Climate change made Britain’s heatwave hotter, more likely

Man-made climate change made last week’s deadly heat wave in England and Wales at least 10 times more likely and added a few degrees to how brutally hot it got, a study said.

A team of international researchers found that the heat wave that set a new national record high of 40.3 degrees Celsius (104.5 degrees Fahrenheit) was made stronger and more likely by the build-up of heat-trapping gases from the burning of coal, oil and natural gas. They said Thursday that temperatures were 2 to 4 degrees Celsius warmer (3.6 to 7.2 degrees Fahrenheit) during the heat wave than they would have been without climate change, depending on which method the researchers used.

The study has not yet been published in a peer-reviewed scientific journal, but follows scientifically accepted techniques, and previous such studies have been published months later.

“We would not have seen temperatures above 40 degrees in Britain without climate change,” senior author Friederike Otto, a climate scientist at Imperial College London, said in an interview. “The fingerprint is super strong.”

The World Weather Attribution, a collection of scientists around the globe who do real-time studies of extreme weather to see if climate change played a role in an extreme weather event and if so how much of one, looked at two-day average temperatures for July 18 and 19 in large parts of England and Wales and the highest temperature reached at that time.

The highest daily temperatures were the most unusual, a once-in-1,000-year event in the current warmer world, but “almost impossible in a world without climate change,” the study said. Last week’s heat broke the old national record by 1.6 degrees Celsius (2.9 degrees Fahrenheit). The average of two warm days and nights is a once-in-a-century event now, but is “almost impossible” without climate change.

When the researchers used the long history of temperatures in England to determine the impact of global warming, they saw a stronger climate change than when they used simulations from climate models. For some reason that scientists aren’t entirely sure about, climate models have long underestimated extreme weather signals in summer in Western Europe, Otto said.

Using climate models, researchers simulate a world without 1.2 degrees Celsius (2.2 degrees Fahrenheit) of warming since pre-industrial times and see how likely this warming would be in the cooler world without fossil fuel heating. With observations, they look at history and calculate the chances of such a heat wave that way.

“The methodology seems reasonable, but frankly, I didn’t need a study to tell me this was climate change,” said University of Georgia meteorology professor Marshall Shepherd, who was not part of this study team but was on a US National Academy of Sciences panel that said that these types of studies are scientifically valid. “This new era of heat is particularly dangerous because most homes are not equipped for it.”

The World Weather Attribution study cites another analysis that estimates a heatwave like this would kill at least 800 people in England and Wales, where there is less air conditioning than in warmer climates.

Otto, who had to sleep and work in the basement because of the heat, said as the world warms, these record-breaking heat waves will continue to come more frequently and hotter.

In addition to spurring people to cut greenhouse gas emissions, study co-author Gabe Vecchi said, “this heat wave and heat waves like it should be a reminder that we need to adapt to a warmer world. We don’t live in our parents’ world anymore.”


Exercise goal:
Return every entry below exactly as written, minus the pictures.

Data for analysis:
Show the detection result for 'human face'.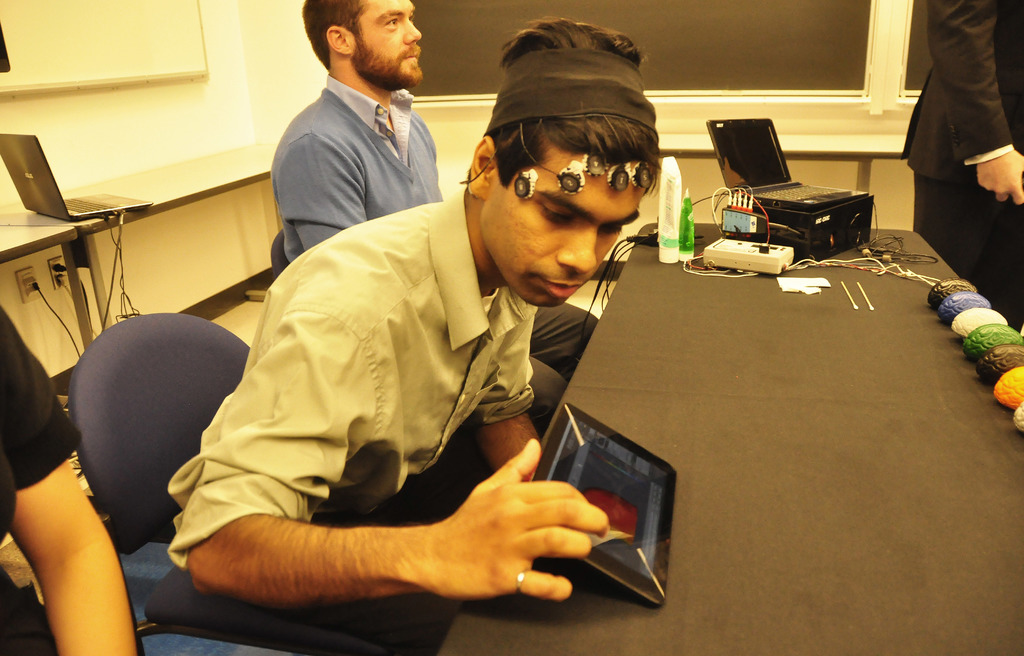
(483, 153, 641, 304).
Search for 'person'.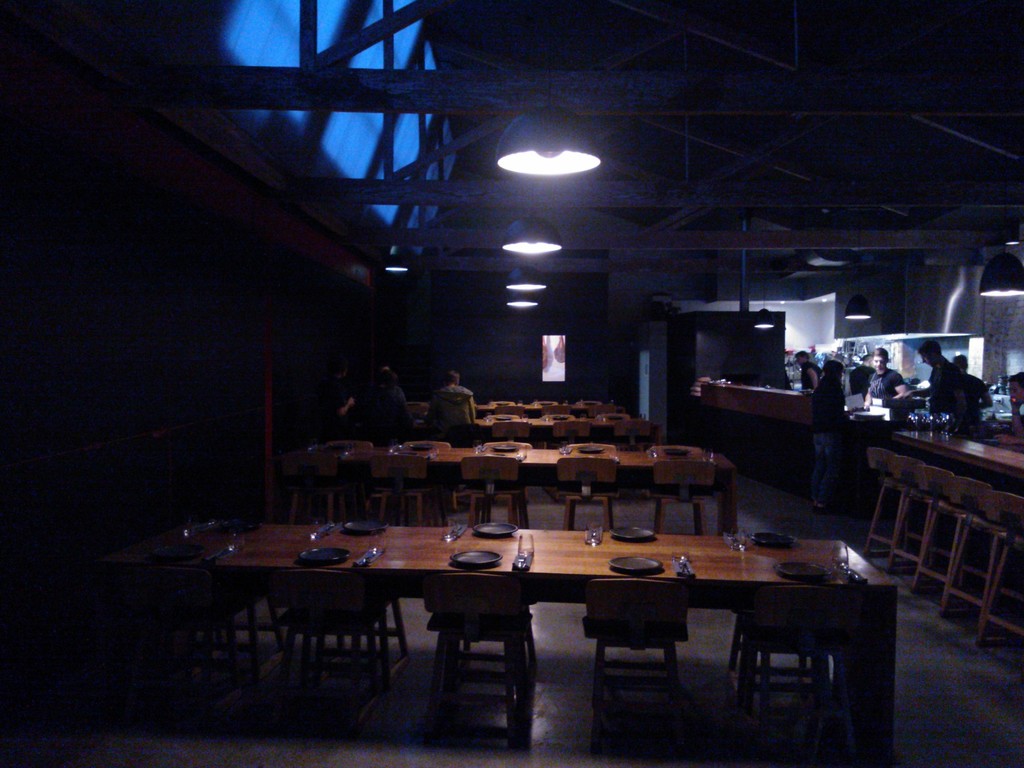
Found at [801,357,869,521].
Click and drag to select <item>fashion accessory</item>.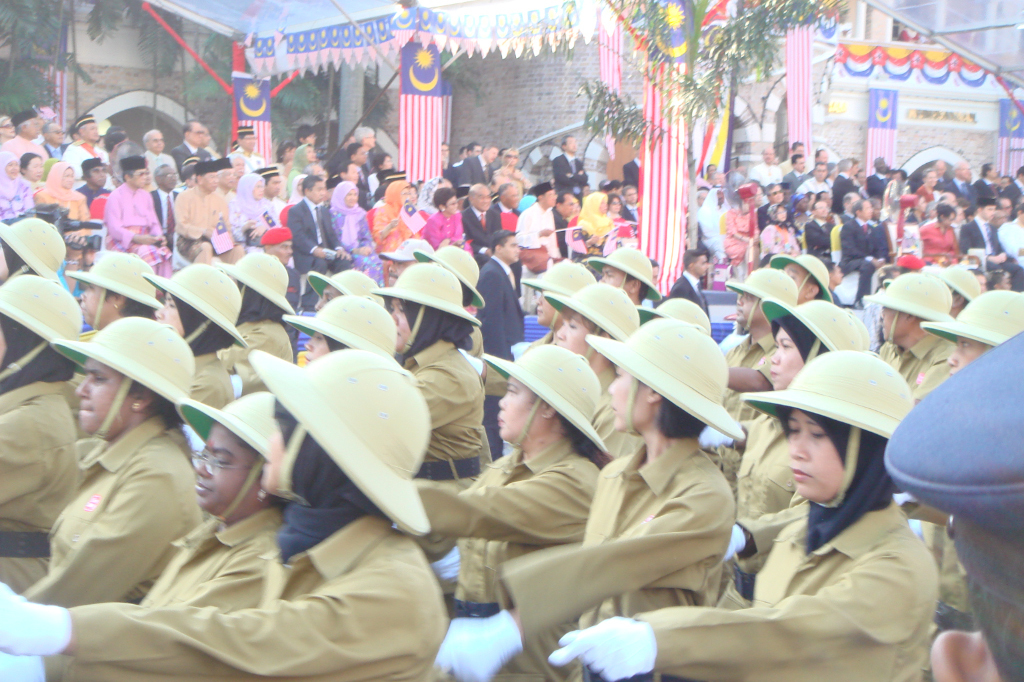
Selection: Rect(913, 289, 1023, 346).
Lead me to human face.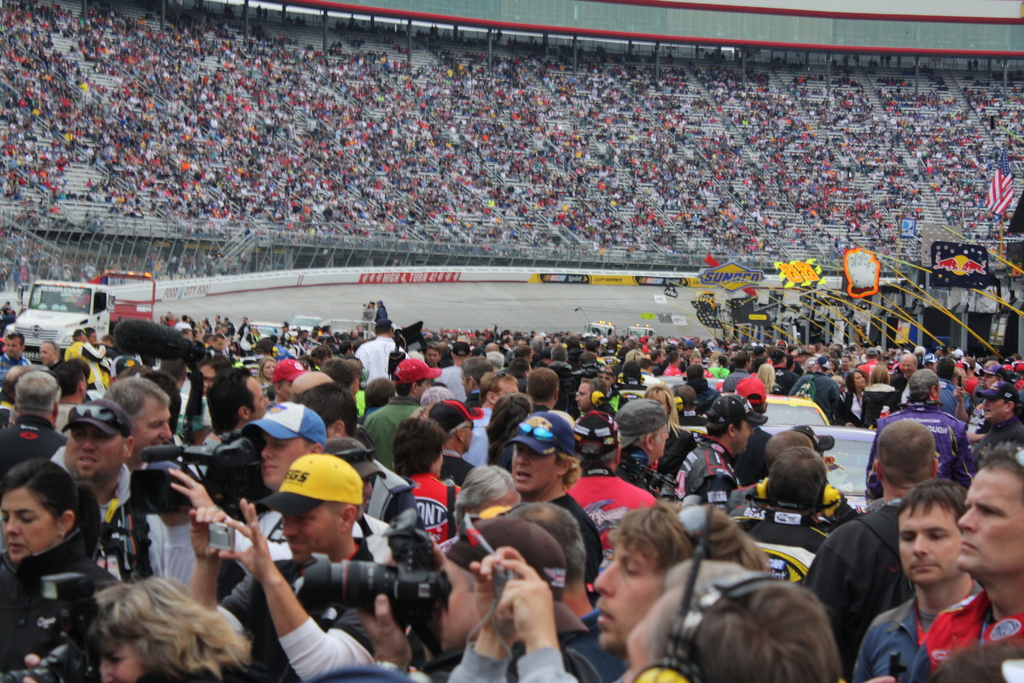
Lead to (x1=130, y1=407, x2=171, y2=452).
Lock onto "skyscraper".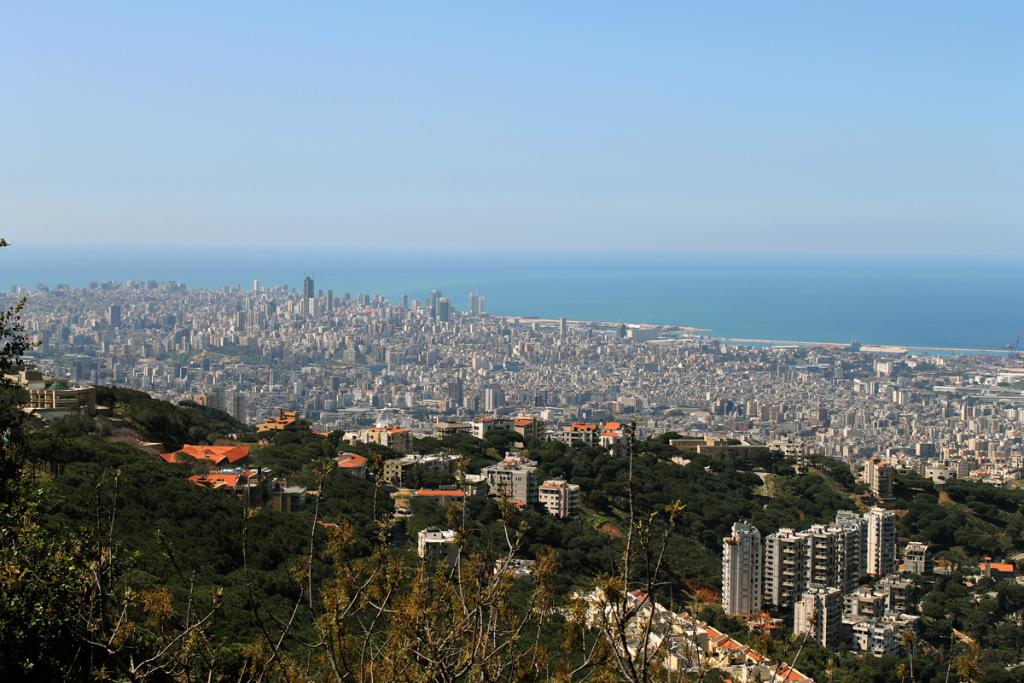
Locked: pyautogui.locateOnScreen(468, 295, 484, 316).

Task response:
Show the detection result for 'human face'.
(483, 153, 641, 304).
Search for 'person'.
Found at [801,357,869,521].
Click and drag to select <item>fashion accessory</item>.
Selection: Rect(913, 289, 1023, 346).
Lead me to human face.
Lead to (x1=130, y1=407, x2=171, y2=452).
Lock onto "skyscraper".
Locked: pyautogui.locateOnScreen(468, 295, 484, 316).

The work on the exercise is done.